If you do go the npm route, there's one rule that matters more than any other: never use sudo with the npm install command. Running sudo npm install -g is a common beginner instinct when you hit a permission error, but it causes permission and security problems down the line, and the correct fix for permission errors is to set up npm to install into your home directory rather than running it as the system administrator. If you're hitting permission errors with npm, that's honestly a good sign you should just use the native installer instead, which sidesteps the whole issue.


 

Verifying it worked and logging in

Once the install finishes, you'll want to confirm everything is set up correctly. In your terminal, run:

claude --version

If this prints a version number, the install worked. If instead you see "command not found" or a similar error, the most common cause is that your terminal hasn't picked up the new installation yet, and the fix is usually as simple as closing your terminal window completely and opening a fresh one, then trying again. For a more thorough check of your setup, there's a built-in diagnostic command:

claude doctor

This checks your installation and configuration and tells you about anything that looks off, which makes it the first thing to run if something isn't behaving the way you expect. Once you've confirmed the install is good, you start Claude Code by navigating in your terminal to the folder of the project you want to work on and simply running:

claude

The first time you do this, Claude Code will walk you through logging in, which happens through your web browser. You log in with the Claude account tied to your paid plan, approve the access, and you're connected. From that point on, you're ready to start actually building, and the tool remembers your login so you won't have to do this every time.


 

A few things beginners should know after install

Once you're up and running, there are a couple of things worth knowing that the bare install instructions tend to skip. The first is that Claude Code works best when your project has a CLAUDE.md file, which is a plain text file in your project that tells Claude about your project's structure, conventions, and anything else it should know. You don't need one to start, but creating one early makes a real difference in how well Claude understands your project, and it's worth learning about once you've gotten comfortable with the basics.

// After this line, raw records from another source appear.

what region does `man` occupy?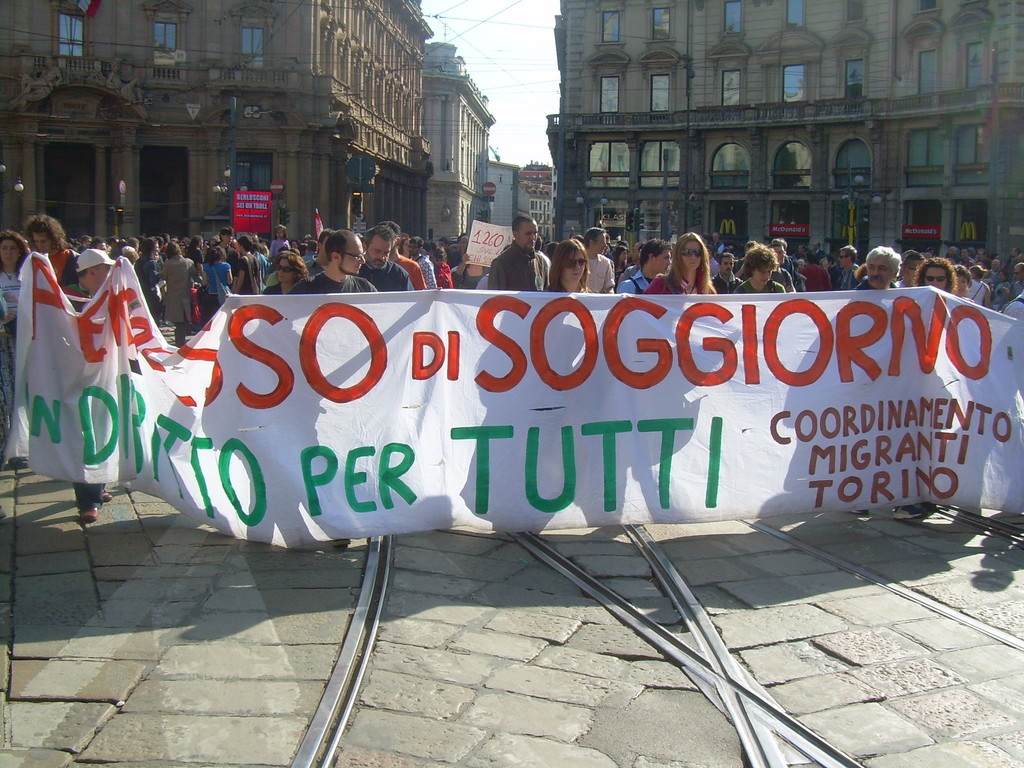
detection(616, 239, 671, 292).
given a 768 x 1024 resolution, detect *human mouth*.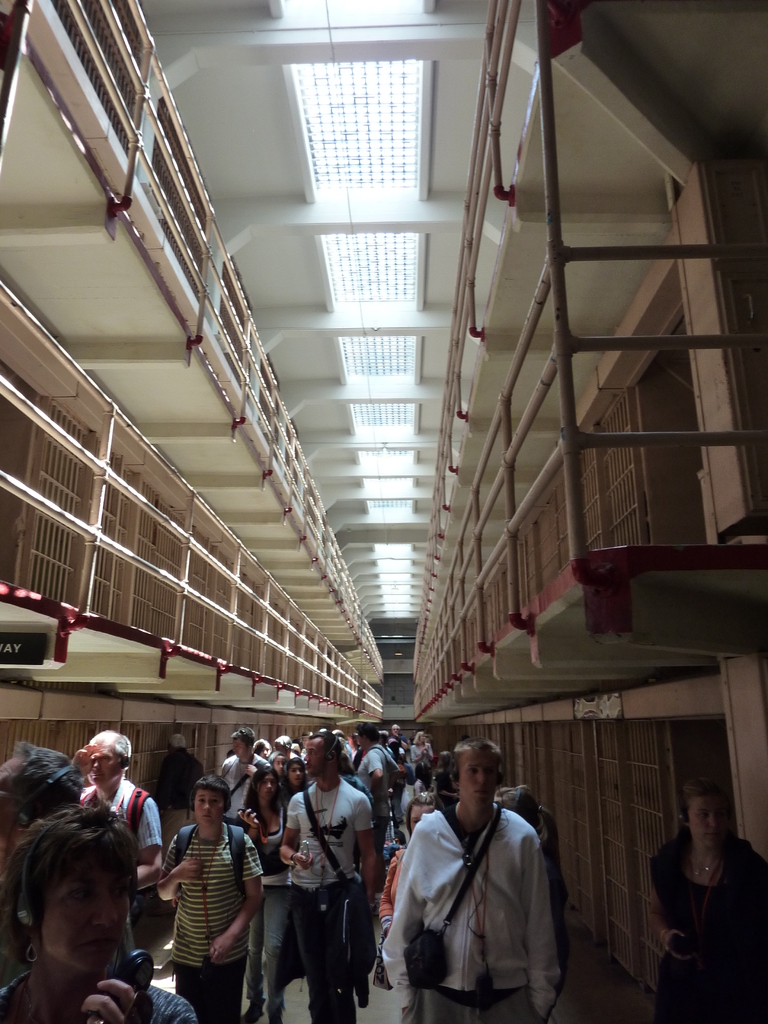
pyautogui.locateOnScreen(67, 933, 108, 954).
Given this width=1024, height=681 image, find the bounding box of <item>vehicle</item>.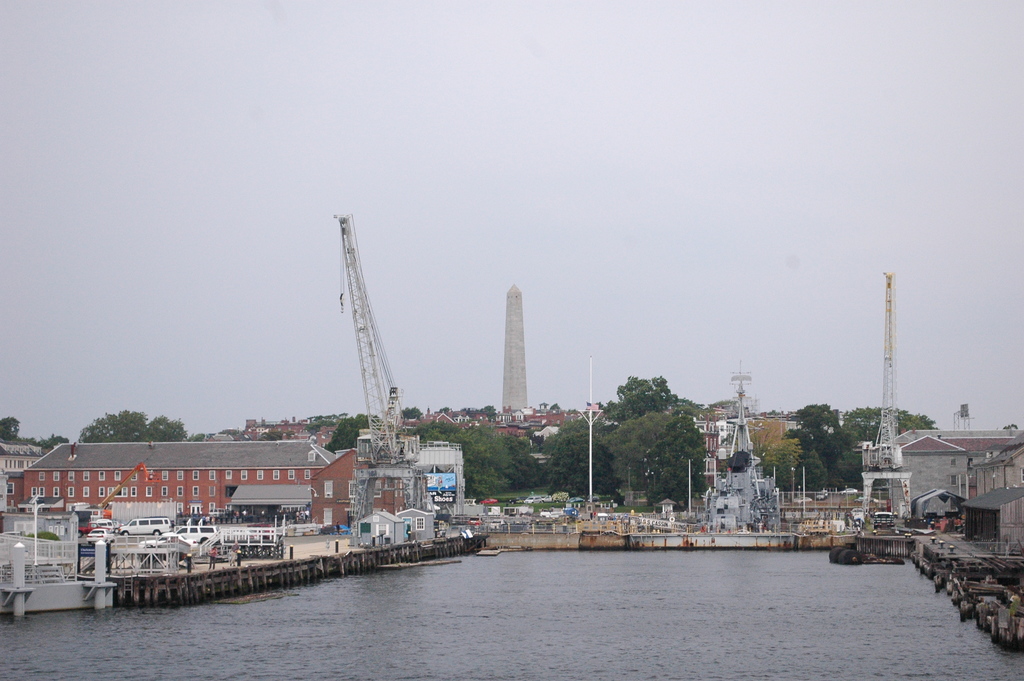
x1=542 y1=493 x2=563 y2=501.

The second is that Claude Code is a genuinely different tool from the regular Claude chat interface, and knowing which one to reach for matters more than beginners expect, since they're built for different kinds of work. If you find yourself unsure whether a given task belongs in Claude Code or in the chat interface, that's a normal question to have early on, and it's worth understanding the distinction so you don't end up forcing everything through one tool when the other would be faster.

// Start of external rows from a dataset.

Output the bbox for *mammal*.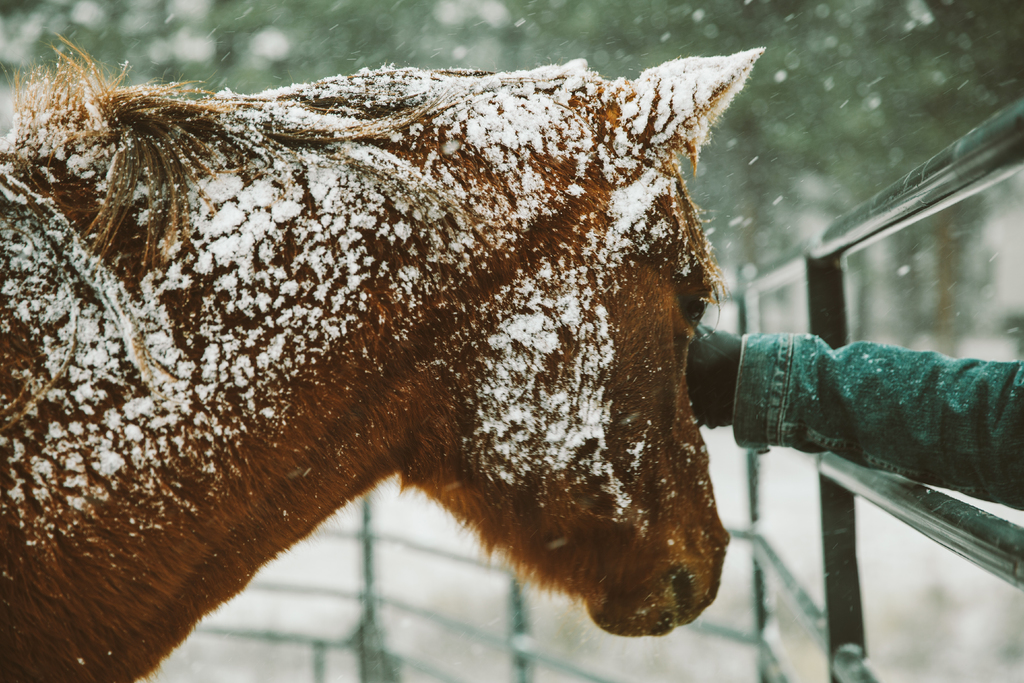
0, 24, 790, 609.
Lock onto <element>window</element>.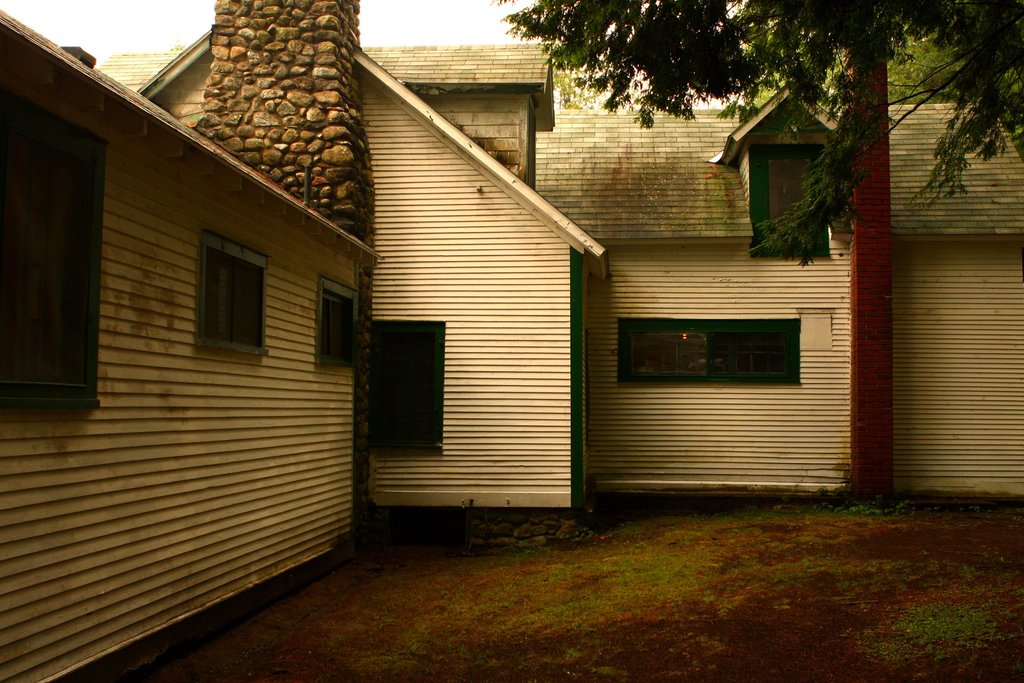
Locked: [x1=363, y1=315, x2=448, y2=459].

The third is that the tool keeps itself updated automatically if you used the native installer, so you generally don't have to think about staying current. If you used Homebrew, WinGet, or a Linux package manager, you'll need to update manually now and then, but the native installer handles it for you in the background, which is one more reason it's the recommended path for people who just want things to work without fuss.

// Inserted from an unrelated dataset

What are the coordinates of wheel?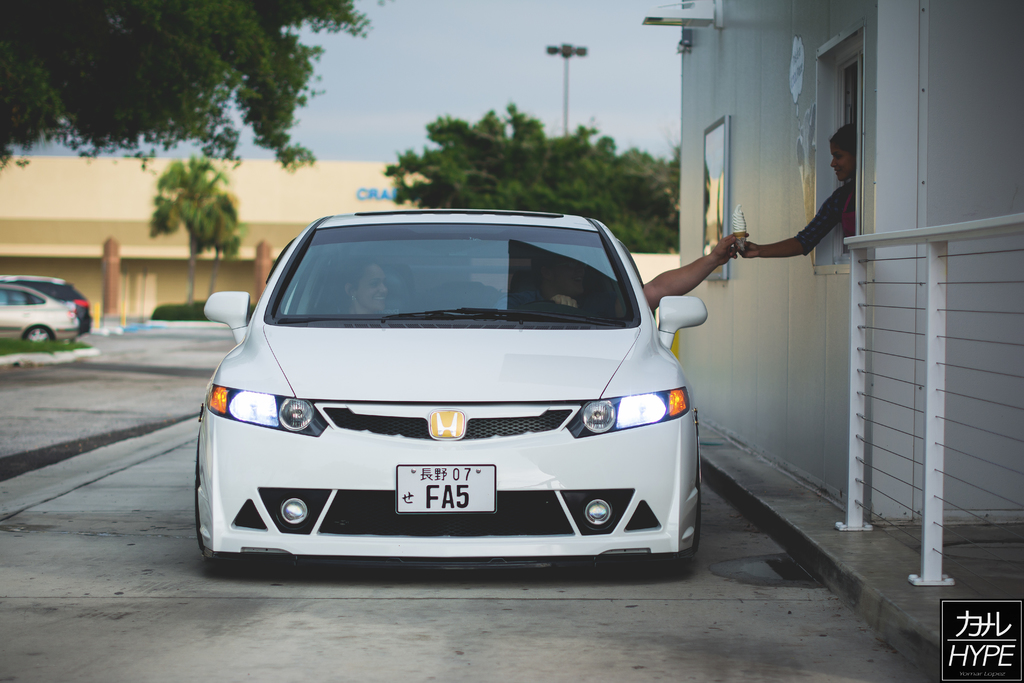
522:299:554:306.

That's the whole install. Once you've got claude running in a project folder and you've logged in, you're past the setup hurdle and into the actually fun part, which is building things. The install is genuinely the hardest part of getting started for most beginners, and once it's behind you, the learning curve from there is about how to work with the tool rather than how to get it running at all.

FAQ

How do you install Claude Code?
The recommended install is Anthropic’s native installer, using curl on macOS or Linux and the PowerShell install command on Windows, because it avoids extra dependencies like Node.js.
Do you need a paid Claude plan to use Claude Code?
Yes, Claude Code requires a qualifying paid Claude plan such as Pro, Max, Team, Enterprise, or a Console account for API-based usage.
Can you use Claude Code without the terminal?
Yes, beginners can use the Claude Code desktop app on macOS or Windows to avoid terminal commands and start with a graphical interface.